Wednesday, January 18, 2006

What defines industrial art is not its mechanical reproduction but its internalized relation to money

For the film Weeping Meadow, Theo Angelopolous built a village only to drown it. The word "village" doesn't quite evoke the immense labor that's everywhere evident in WM: the hand-made bricks, the terra-cotta tiled roofs, the two-story manse at the heart of the village--- the whole sweep of the thing, more than two dozen hand-hewn houses on a vast river-plain.

Every film of course shows evidence of its production costs. What is of interest here is the film-within-the-film that works as an allegory of film's relation to money.

In Welles's Lady from Shanghai, a picnic becomes a film-within-a-film; the three pleasure-cruising characters (the yacht-owner, his wife, and Welles's character, the captain) decide to go ashore for a nighttime picnic. There is shot after shot of local laborers paddling canoes, laying in supplies for the night's party. In the dissymetry between the many laborers and the few picnickers, in the vast quantity of things brought ashore, and all for a few hours' celebration, that picnic is about the industrial production of an entertainment, and the tremendous capital required.

The village in Weeping Meadow is flooded; the villagers flee. (In "artfully aged boats," as my friend E noted, boats whose oars bob uselessly while an underwater tow-rope, the filmmaker's special effect, thinks E, makes the whole flotilla proceed at a uniform, stately, lugubrious pace appropriate to the great sorrows of that troubled nation, Greece.) As they come ashore and build a fire and chant and pray and wave Greek Orthodox icons, the villagers are a perfect mirror-image to the pleasure-banquet of Lady from Shanghai. The bonfire of the refugee villagers, like the banquet, is a kind of film-within-the-film whose every shot evinces "the old curse which undermines the cinema: time is money."

That quotation is from Deleuze, in Cinema 2 (as is the title for this entry). The hinge between the movement-image of Cinema 1 and the time-image of Cinema 2 is money. Deleuze comments on cinema's "curse" just once, to dispense with it right away. Money, says Deleuze, makes its appearance in the film at the moment cinema reflects on its own death; instead of dying, though, cinema's internal relation to money sets up a rising, spinning, ceaseless and dissymmetrical exchange which is foundational for the time-image:

This is the old curse which undermines the cinema: time is money. If it is true that movement maintains a set of exchanges or an equivalence, a symmetry as an invariant, time is by nature the conspiracy of unequal exchange or the impossibility of an equivalence. It is in this sense that it is money; in Marx's formulations, C-M-C is that of equivalence, but M-C-M is that of impossible equivalence or tricked, dissymmetrical exchange... In short, the cinema confronts its internal presupposition, money, and the movement-image makes way for the time-image in one and the same operation... The film is movement, but the film-within-the-film is money, is time.
--[Cinema 2, emphasis original, ellipses mine]

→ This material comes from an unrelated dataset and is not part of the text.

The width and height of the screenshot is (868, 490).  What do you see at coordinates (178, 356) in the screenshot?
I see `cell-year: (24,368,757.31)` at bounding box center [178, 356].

It's a beautiful move on Deleuze's part, to not be halted by the worm at the core, but to redeem that evil through the power of the false; the time-money equivalence does not ruin film (or time), but instead launches a dissymmetry in film, an impossibility of equivalence that keeps the time-image spinning.

...I don't know how to get here with what I've constructed, but: Weeping Meadow is a god-awful film. The character Eleni suffers outrage after outrage; war is visited on all the characters as from without. Eleni murmurs over and over, "the uniforms change [but the war goes on]." Apart from a half-hearted nod to trade unions, the film has no political stance, except that parties and armies have ravaged beautiful village life and beautiful villagers like Eleni. The ceaseless parade of outrages visited on Eleni grows unwittingly comical; one begins to wish for the savagery of a Justine, for the humor of The Good Woman of Szechuan.

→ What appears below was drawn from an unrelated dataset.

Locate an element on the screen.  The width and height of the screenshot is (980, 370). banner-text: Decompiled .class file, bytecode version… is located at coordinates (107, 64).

To end on another tangent: there's a shanty-town in the film Machuca, and I suppose it might have been built for the film. But where Weeping Meadow is all about a tiny lost happiness crushed from without by the immense war, Machuca is micro-political, so that every moment of the Allende government and the putsch that ended it can be seen in the friendship of two schoolboys.

Sunday, January 08, 2006

time please

I asked my friend J, who's Welsh, if British pubs are like they are in the movies; does everybody really sing songs together?

He said, "Only as a prelude to mind-shattering violence."